Spring AOP: Too complex for day to day use.

I have done quite a lot with Spring and AOP in the past (have been a long time Spring supporter), but every time I need it in a project and look at the reference documentation, I find it more and more confusing and getting too complex for day to day use (especially if not every team member is a Spring expert). It is not because I don’t understand AOP:
– I have used it for quite some time
– I do quite a lot of bytecode manipulation on the Multiverse project.

What is wrong with Spring AOP?
– everything can be combined with everything in all kinds of different ways (so too many permutations)
– there are 10.000 ways to configure it and the configuration can be spread all over the place (including in the source).
– Spring documentation (which is very detailed) is not written in a way to get you up and running fast (so a complete working copy/paste hello world solution).
– bytecode weaving of AspectJ gives problems with load time weaving (administrators, influences other applications on the same jvm) but compile time weaving in combination with Maven also gives problems because the bytecode is modified before the unit tests are executed.

It doesn’t mean that Spring AOP is bad from a technology point of view, but it certainly is bad from a productivity point of view. I love to solve complex problems, but I don’t like to solve problems that are needlessly complex. And Spring AOP imho is a good example of Spring becoming the problem it tried to solve: needless complexity.

6 Responses to Spring AOP: Too complex for day to day use.

  1. John says:

    It’s open source. If documentation is the problem, write up your own and contribute it. I don’t find it any more confusing than AspectJ.

  2. pveentjer says:

    Hi John,

    thanks for your comments. The problem is that it is more than just a documentation issue. The whole Spring AOP design is very complex.

  3. Benny says:

    I agree that AOP has to be used wisely. It can confuse team members how are not familiar with the technique.

    I dont agree that Spring AOP is complex. Im using annotation based AOP with Spring, e.g. @Aspect, @Around, …

    And Im using Spring IDE for Eclipse which directly marks pointcuts in the java editor, so you can see whats going on even without having each and every aspect in mind.

  4. Shirish says:

    Hi,
    I dont agree that Spring AOP is too complex. If you use the annotations approach the code is clean. Saying that it is complex beacuse there can be many ways to configure AOP in Spring is not correct. I actually shows that Spring is indeed flexible in terms of how Aspects can be configured.

    • pveentjer says:

      Having many configuration options always increases complexity. It could be that the added complexity reduces complexity somewhere else, but it still is more complex than having less options.

      And I love options and I love complex stuff, but I don’t want to see complexity where it has no value. The original AspectJ library was reasonable usable, but imho the whole Spring AOP functionality (not just AspectJ) is too complex for the value it provides. There must be a simpler solution (I think that with new languages like Scala the whole need for Spring AOP will decrease a lot). In a few years we will all realise that it was too complex, just like EJB 2 🙂

  5. Oziel Jose says:

    Couldnt agree more, in fact i wanted for a long time to write a blog post about the many ways you can use the spring aop and transactio apis.

    And i also agree the overall design is complex. The question is that when you have too many ways to do the same thing, would you be interested in learn all of them to choose wisely, or the first one that works?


* [Assignment]
Send back the records exactly as written, with no images.

Dataset listings of figures
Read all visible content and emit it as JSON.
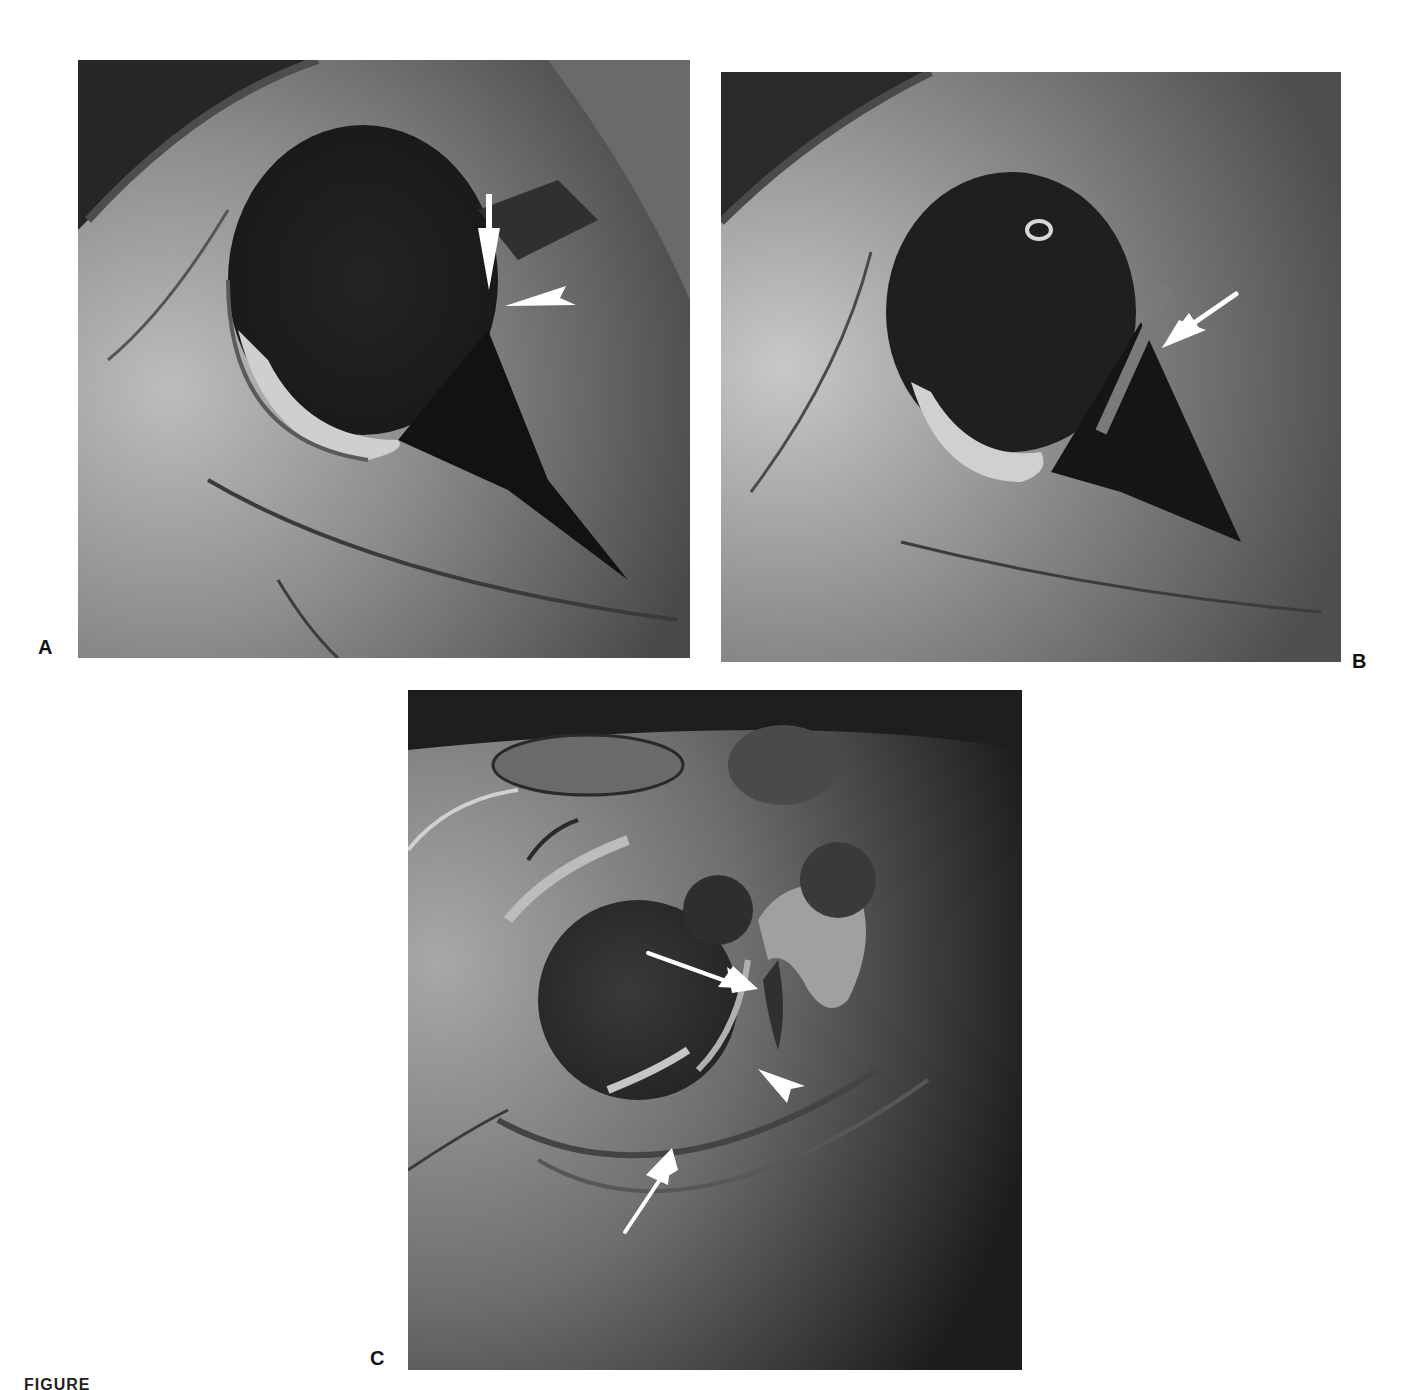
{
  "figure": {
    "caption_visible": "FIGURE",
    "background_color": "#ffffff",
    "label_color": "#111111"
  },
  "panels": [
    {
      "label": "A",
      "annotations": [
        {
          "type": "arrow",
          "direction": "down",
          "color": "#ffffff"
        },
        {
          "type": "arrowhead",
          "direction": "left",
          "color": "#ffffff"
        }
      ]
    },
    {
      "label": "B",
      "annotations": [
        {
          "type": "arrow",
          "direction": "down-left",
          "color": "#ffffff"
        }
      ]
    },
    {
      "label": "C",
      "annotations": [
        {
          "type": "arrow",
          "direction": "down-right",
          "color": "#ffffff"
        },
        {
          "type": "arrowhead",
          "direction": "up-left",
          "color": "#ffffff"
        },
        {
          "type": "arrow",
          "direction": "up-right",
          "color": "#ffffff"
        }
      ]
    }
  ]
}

* [Task solution]
Read all visible content and emit it as JSON.
{
  "figure": {
    "caption_visible": "FIGURE",
    "background_color": "#ffffff",
    "label_color": "#111111"
  },
  "panels": [
    {
      "label": "A",
      "annotations": [
        {
          "type": "arrow",
          "direction": "down",
          "color": "#ffffff"
        },
        {
          "type": "arrowhead",
          "direction": "left",
          "color": "#ffffff"
        }
      ]
    },
    {
      "label": "B",
      "annotations": [
        {
          "type": "arrow",
          "direction": "down-left",
          "color": "#ffffff"
        }
      ]
    },
    {
      "label": "C",
      "annotations": [
        {
          "type": "arrow",
          "direction": "down-right",
          "color": "#ffffff"
        },
        {
          "type": "arrowhead",
          "direction": "up-left",
          "color": "#ffffff"
        },
        {
          "type": "arrow",
          "direction": "up-right",
          "color": "#ffffff"
        }
      ]
    }
  ]
}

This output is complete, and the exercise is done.